The Alaska Factory, Bermondsey

This information is copied from an information panel placed in front the the factory by Southwark Council. As it gives useful details of the history of this Bermondsey landmark and there seems not to be much information available about it online, I have copied the text from the panel here as a contribution to our knowledge of London.

The Alaska Factory

The firm of C.W. Martin & Sons Ltd. owned the Alaska Factory for about a century. Its business was fur, above all sealskin fur, and eventually it employed around a tenth of all the fur workers in the United Kingdom. The sealskin trade originated from the discovery of how to remove the ‘top hair’ or long guard hairs and flourished from the subsequent rise of sealskin products to become highly fashionable in Victorian days. The seals were originally from Antarctic waters, but later from Alaska and Canada. Unhairing, dressing and dyeing were the main processes undertaken in the factory.

The business traced its origins to 1823, when John Moritz Oppenheim set up as a fur-skin merchant in the City of London. The business that he founded passed into the hands of F.A. Schroeter, who built the Alaska Factory in 1869, and then to Charles W. Martin and Emil Teichmann in 1873. Martin had been the manager and Teichmann was the brother-in-law of Schroeter’s son. From 1880 until his death in 1889, it was Martin’s alone. Thereafter it was a family partnership until it was incorporated in 1911, but members of the Martin family continued to direct the business. On the social and sporting side, the Alaska Cricket Club became notable.

As the seal trade became insufficient to support the firm on its own, due to a decline from over-hunting, Martin’s came to deal in general furs, and in their dyeing and reconditioning. A new head office was built in Upper Thames Street, in the fur district of the City. This was near the north end of Southwark Bridge and close to Beaver House, the last London headquarters of the historic Hudson’s Bay Company, which conducted fur-trading in North America. Trade once again expanded. The Martin-Blau fur-cleaning process was introduced, and Queen Mary’s Coronation robe was cleaned by Martin’s in 1937.

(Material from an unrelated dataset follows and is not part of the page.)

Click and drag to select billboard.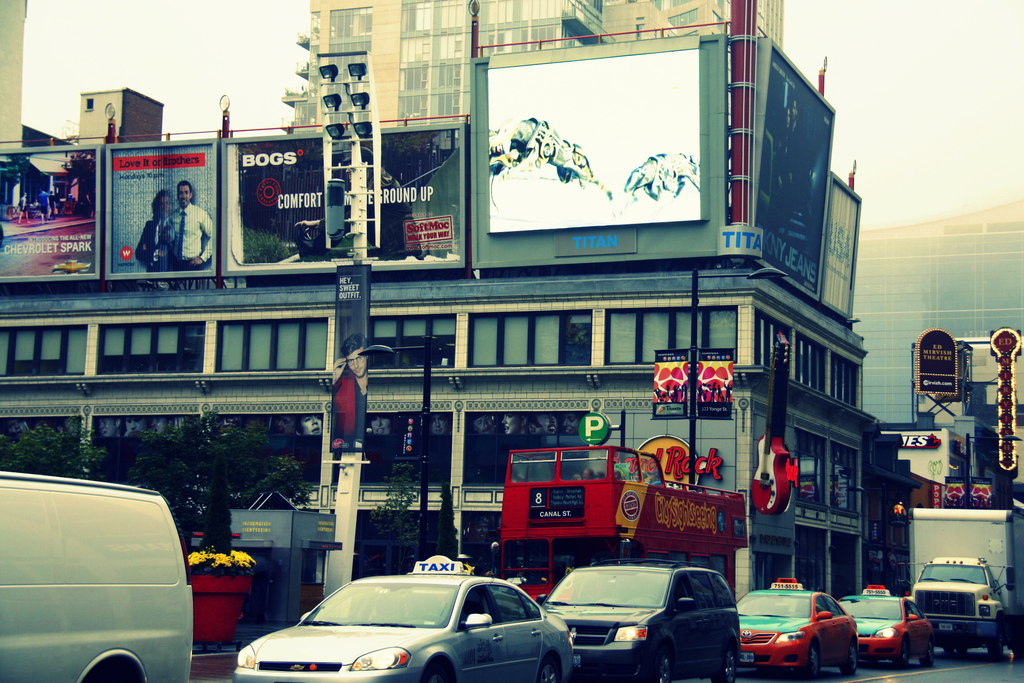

A second factory was opened in nearby Pages Walk in 1927. Rebuilding of the main Alaska Factory began in 1932 to the design of Wallis, Gilbert & Partners, whose contemporary buildings included the Firestone and Hoover factories on the Great West Road, and Victoria Coach Station. The Alaska building that you see today dates from that time, with some postwar restoration, and is labelled ALASKA on the tower, where it once said MARTIN’S. At the outbreak of the Second World War, the firm had 1,100 employees. The Alaska Factory suffered a serious fire early in 1940, caused by an electrical fault, but had a narrow escape from an unexploded bomb during the subsequent Blitz. War work was undertaken on a large scale. No fewer than 345,000 sheepskins were processed for manufacture into flying suits for the R.A.F., plus 100,000 linings for flying coats. In addition, 140,000 of the sheepskin flying suits were reconditioned for the R.A.F. and 38,000 for the U.S. air force. Among more specialised tasks were the making for the R.A.F. of 3,000 hoods with special yellow colouring for air-sea rescue identification, and bunk rugs and clothing for Mrs Churchill’s Aid to Russia Fund. Winston Churchill himself was photographed wearing a Martin’s sealskin hat.

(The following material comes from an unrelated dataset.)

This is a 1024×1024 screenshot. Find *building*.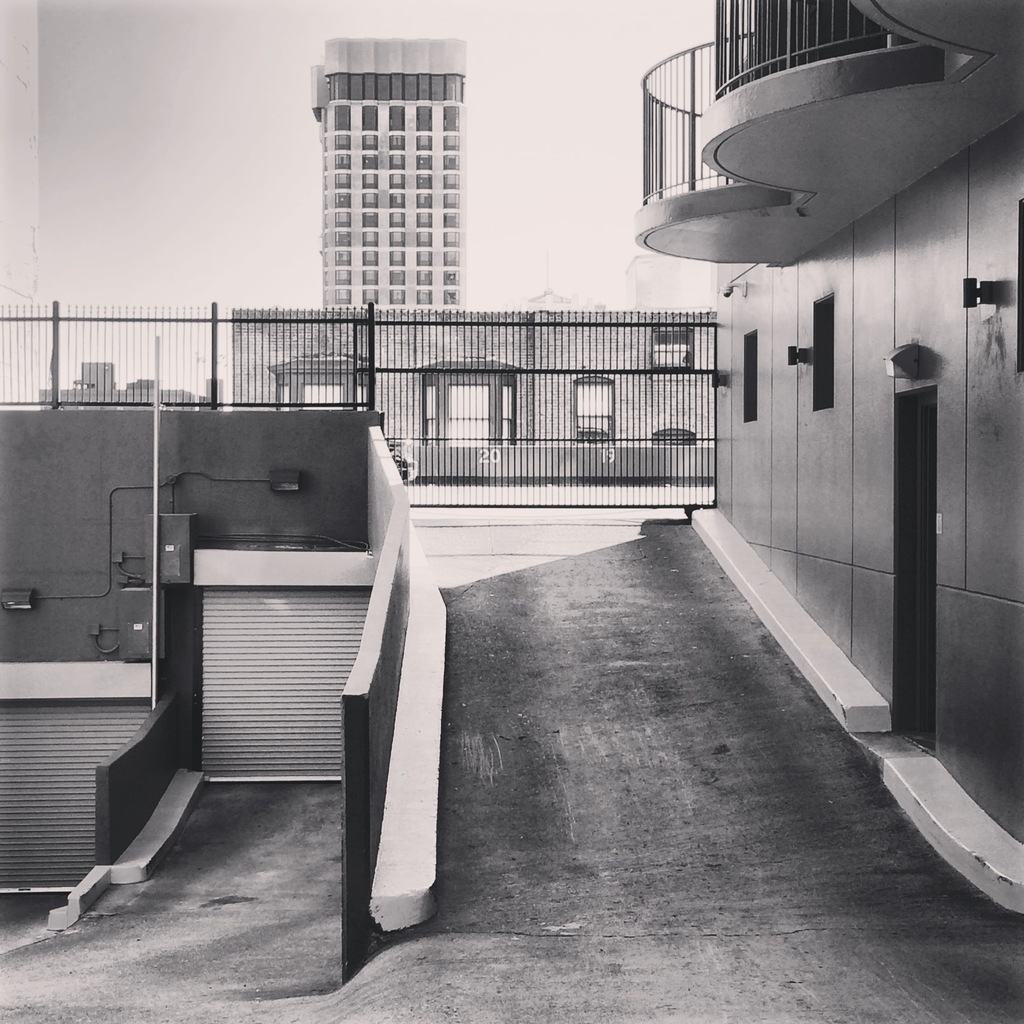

In 1953, Martin’s published a small book on its history since 1823, entitled Under Eight Monarchs. But business in sealskin and furs had declined much from Martin’s heyday. In its final years in Bermondsey, Martin’s became Martin Rice Ltd. George Rice Ltd. had previously been a separate firm in the fur trade. After the firm’s removal from the district, the factory was eventually converted into flats. It remains a significant monument to Bermondsey notable industrial history.